"First," said Robert grimly, "I'm going to reason with that baker's boy. I shall catch him at the end of the road."
"Don't hit a chap smaller than yourself, old man," said Cyril.
"Do I look like hitting him?" said Robert scornfully. "Why, I should kill him. But I'll give him something to remember. Wait till I pull up my stocking." He pulled up his stocking, which was as large as a small bolster-case, and strode off. His strides were six or seven feet long, so that it was quite easy for him to be at the bottom of the hill, ready to meet the baker's boy when he came down swinging the empty basket to meet his master's cart, which had been leaving bread at the cottages along the road.
Robert crouched behind a haystack in the farmyard, that is at the corner, and when he heard the boy come whistling along he jumped out at him and caught him by the collar.
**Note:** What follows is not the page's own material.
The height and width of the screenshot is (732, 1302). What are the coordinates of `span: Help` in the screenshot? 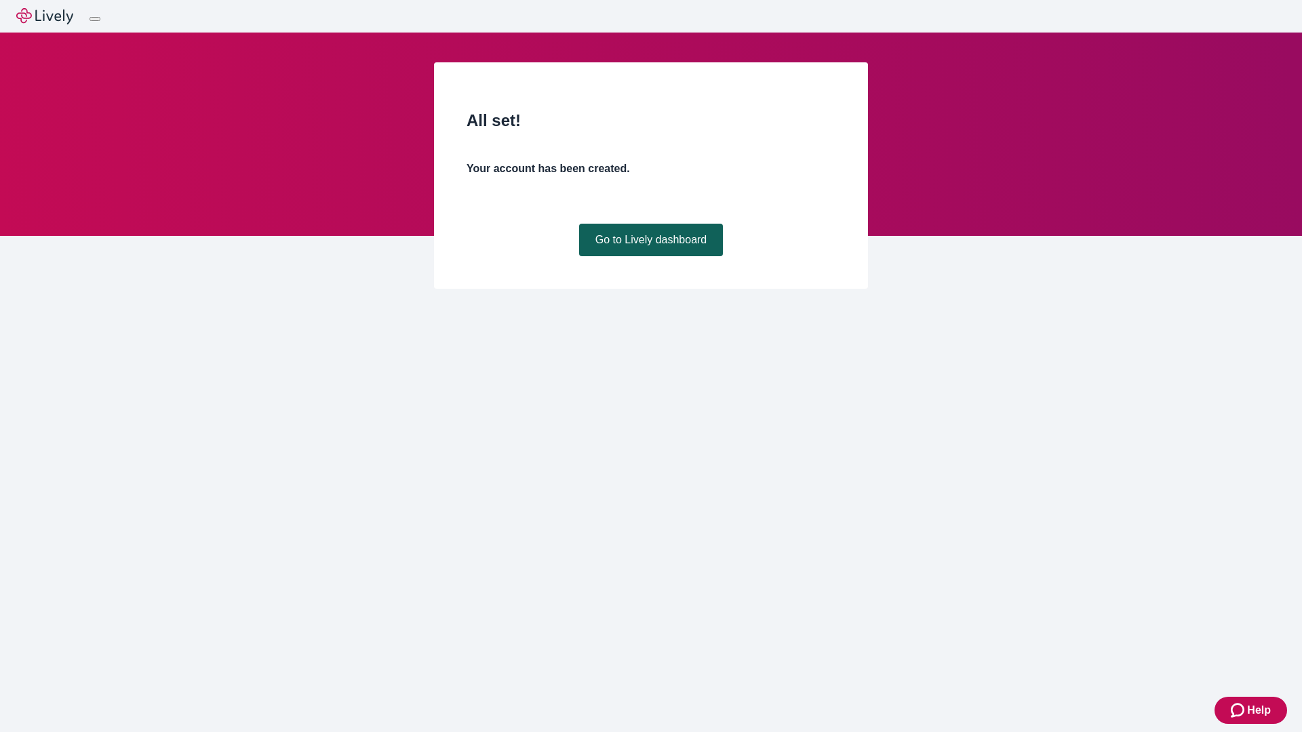 It's located at (1258, 711).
"Now," he said, and his voice was about four times its usual size, just as his body was four times its, "I'm going to teach you to kick boys smaller than you."
He lifted up the baker's boy and set him on the top of the haystack, which was about sixteen feet from the ground, and then he sat down on the roof of the barn and told the baker's boy exactly what he thought of him. I don't think the boy heard it all—he was in a sort of trance of terror. When Robert had said everything he could think of, and some things twice over, he shook the boy and said—
He lifted up the baker's boy and set him on top of the haystack
"And now get down the best way you can," and left him.